For the most part this works, and the frantic pace is explained (just as the occasional cartoonish overacting is) by the surreality of Gotham. Occasionally, however, the silliness fails to feel truly frightening, and manages to be only silly. The fast pace occasionally attempts to (unsuccessfully) gloss over a fizzled plot point. When a moment of goofiness detracts from the dark, noir tone of the story a fedora-wearing cop drives up in a car borrowed from Hill Street Blues while talking on a flip phone, it reminds the viewer once again that this isn’t our own world.
When one truly becomes engrossed in Gotham however, these failing moments are lost in a sea of strange thrills. Even when over-the-top delivery is required, the actors who do deliver are top notch. No one could accuse Wong of less than a top-notch performance. Bullock (Donal Logue) and Gordon have cemented themselves as a truly effective and credible crime fighting buddy duo, largely due to the chemistry between actors Logue and McKenzie.

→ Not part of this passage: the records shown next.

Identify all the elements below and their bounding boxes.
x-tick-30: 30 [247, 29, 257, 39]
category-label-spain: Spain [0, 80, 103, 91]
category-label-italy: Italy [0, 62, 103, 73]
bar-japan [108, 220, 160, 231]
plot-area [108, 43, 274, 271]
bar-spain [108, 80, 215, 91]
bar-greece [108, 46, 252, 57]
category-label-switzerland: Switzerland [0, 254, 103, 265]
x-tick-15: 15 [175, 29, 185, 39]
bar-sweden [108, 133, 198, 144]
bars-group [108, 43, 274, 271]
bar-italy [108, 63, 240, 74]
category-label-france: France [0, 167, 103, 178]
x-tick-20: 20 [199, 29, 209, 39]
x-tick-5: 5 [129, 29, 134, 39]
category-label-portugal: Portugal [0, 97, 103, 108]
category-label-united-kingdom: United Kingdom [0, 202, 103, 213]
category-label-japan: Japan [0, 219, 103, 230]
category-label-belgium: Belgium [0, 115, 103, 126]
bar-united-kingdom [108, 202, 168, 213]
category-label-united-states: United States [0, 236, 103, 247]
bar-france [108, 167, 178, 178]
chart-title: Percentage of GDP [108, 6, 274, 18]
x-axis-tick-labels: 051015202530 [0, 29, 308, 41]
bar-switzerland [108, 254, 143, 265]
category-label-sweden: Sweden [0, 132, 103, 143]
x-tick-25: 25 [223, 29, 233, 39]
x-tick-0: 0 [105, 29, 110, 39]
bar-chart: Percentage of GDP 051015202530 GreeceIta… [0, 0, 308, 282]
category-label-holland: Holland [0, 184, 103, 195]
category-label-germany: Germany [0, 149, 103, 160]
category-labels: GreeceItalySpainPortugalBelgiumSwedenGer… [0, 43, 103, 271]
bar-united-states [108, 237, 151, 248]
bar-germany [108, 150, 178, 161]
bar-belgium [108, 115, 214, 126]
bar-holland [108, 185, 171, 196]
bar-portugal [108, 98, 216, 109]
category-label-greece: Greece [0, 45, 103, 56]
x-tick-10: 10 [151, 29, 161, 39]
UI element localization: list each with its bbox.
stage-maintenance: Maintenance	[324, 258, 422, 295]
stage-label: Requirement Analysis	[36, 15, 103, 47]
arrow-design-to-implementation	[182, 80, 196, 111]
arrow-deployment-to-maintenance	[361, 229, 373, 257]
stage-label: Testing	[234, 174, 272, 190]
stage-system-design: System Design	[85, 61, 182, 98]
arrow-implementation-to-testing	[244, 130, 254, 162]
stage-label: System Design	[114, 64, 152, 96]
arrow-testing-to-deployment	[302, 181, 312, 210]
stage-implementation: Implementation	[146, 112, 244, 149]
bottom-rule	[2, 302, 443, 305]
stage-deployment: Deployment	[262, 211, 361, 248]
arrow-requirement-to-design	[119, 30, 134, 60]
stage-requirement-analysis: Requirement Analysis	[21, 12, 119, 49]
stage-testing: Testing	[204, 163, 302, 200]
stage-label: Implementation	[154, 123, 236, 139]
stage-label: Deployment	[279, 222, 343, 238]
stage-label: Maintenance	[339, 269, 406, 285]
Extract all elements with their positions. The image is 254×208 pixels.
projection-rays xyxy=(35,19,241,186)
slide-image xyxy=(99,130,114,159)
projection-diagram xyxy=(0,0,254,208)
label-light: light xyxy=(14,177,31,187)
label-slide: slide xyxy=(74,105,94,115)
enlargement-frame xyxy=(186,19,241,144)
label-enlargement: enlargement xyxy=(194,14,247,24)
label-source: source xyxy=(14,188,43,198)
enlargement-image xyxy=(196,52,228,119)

Taylor is remarkably compelling and complex as Penguin, both in his laughing confidence and his petrified demeanor.
Sean Pertwee’s portrayal of butler Alfred Pennyworth virtually steals the show every time he appears, and the character’s arc has been truly satisfying. Over the series’ three seasons, he’s come into his own as Bruce’s strong, yet loving, foster father. Gone are the drawling, subservient performances of an ancillary Alfred; in Gotham, Alfred’s less a servant and more of a bodyguard. He fights, he quips, he teaches, and he protects. This is, of course, a partial credit to Pertwee’s pedigree: his father, Jon, famously portrayed the well-received third incarnation of Doctor on Doctor Who.
The season does keep the viewer guessing, with the biggest surprises reserved for the final few episodes. While viewers are focused on the insane and powerful escapees of the Indian Hill research facility, the Machiavellian, Illuminati-like group The Court of Owls begins to rear its head. Just as we’re focusing on The Court of Owls, something even more sinister — and, from a viewer standpoint, incredibly satisfying — rears its demon’s head. All the while, allegiances change, hands are chopped off, faces are ripped off, people are killed and brought back from the grave, and fortunes reverse at the flip of a scarred coin.

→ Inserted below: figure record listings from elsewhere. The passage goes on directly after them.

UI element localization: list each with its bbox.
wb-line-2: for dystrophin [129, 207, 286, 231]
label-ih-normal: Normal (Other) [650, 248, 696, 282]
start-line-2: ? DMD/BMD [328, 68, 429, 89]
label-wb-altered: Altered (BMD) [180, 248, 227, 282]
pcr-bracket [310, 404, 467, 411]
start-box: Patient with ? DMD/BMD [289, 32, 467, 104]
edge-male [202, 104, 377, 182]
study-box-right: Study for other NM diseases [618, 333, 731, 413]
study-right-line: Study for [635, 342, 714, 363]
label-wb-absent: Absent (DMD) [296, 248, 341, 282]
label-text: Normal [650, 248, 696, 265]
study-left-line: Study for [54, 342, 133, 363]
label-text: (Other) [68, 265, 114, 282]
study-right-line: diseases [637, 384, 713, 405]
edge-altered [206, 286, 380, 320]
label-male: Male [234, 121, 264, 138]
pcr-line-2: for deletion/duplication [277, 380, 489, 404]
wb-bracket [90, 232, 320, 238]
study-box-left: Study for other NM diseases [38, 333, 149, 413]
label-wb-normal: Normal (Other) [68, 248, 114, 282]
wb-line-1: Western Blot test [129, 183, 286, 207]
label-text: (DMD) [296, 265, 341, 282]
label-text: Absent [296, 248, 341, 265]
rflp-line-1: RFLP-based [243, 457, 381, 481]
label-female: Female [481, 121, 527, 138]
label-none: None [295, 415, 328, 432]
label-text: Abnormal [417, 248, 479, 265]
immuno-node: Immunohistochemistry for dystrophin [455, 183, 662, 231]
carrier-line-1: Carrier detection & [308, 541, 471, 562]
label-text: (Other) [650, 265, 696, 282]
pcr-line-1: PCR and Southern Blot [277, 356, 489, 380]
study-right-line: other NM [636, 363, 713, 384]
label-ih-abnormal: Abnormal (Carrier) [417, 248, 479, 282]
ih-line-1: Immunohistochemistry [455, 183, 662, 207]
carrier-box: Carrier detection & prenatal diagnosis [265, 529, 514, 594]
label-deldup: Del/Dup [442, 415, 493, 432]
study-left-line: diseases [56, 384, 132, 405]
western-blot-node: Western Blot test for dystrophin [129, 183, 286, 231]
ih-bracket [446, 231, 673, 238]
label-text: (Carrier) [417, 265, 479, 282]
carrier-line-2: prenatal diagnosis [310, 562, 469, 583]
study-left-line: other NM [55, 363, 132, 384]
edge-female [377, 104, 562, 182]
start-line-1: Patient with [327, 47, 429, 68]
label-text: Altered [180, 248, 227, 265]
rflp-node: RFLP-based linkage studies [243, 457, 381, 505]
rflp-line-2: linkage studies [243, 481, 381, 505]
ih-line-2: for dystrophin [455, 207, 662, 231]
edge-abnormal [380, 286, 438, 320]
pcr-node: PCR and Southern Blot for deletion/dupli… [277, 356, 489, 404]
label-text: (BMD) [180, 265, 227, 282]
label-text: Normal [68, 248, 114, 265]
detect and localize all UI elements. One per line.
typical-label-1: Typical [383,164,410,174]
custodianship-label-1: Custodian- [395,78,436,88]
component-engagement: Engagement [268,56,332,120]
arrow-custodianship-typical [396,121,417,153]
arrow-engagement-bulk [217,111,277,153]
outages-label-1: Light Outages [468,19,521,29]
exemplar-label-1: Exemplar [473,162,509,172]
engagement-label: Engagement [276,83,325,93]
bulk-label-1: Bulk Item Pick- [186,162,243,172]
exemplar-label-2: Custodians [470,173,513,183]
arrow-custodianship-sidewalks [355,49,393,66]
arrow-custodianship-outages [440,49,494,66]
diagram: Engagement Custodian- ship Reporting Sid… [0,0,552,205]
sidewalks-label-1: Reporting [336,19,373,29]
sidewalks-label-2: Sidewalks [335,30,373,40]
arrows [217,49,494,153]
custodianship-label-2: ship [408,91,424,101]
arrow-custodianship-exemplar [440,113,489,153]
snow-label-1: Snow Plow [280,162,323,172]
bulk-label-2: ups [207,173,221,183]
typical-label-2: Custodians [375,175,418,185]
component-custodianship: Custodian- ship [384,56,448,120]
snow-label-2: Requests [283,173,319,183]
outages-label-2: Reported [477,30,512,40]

Gotham third season Blu-ray release also offers documentaries on actor-turned-director McKenzie, features on The Court of Owls and the new super-villains introduced in season three, deleted scenes, and the Gotham 2016 Comic-Con panel. While all of these are welcome, and the collection offers superior sound and video, the main attraction is still the main attraction: finally witnessing the birth of the Batman.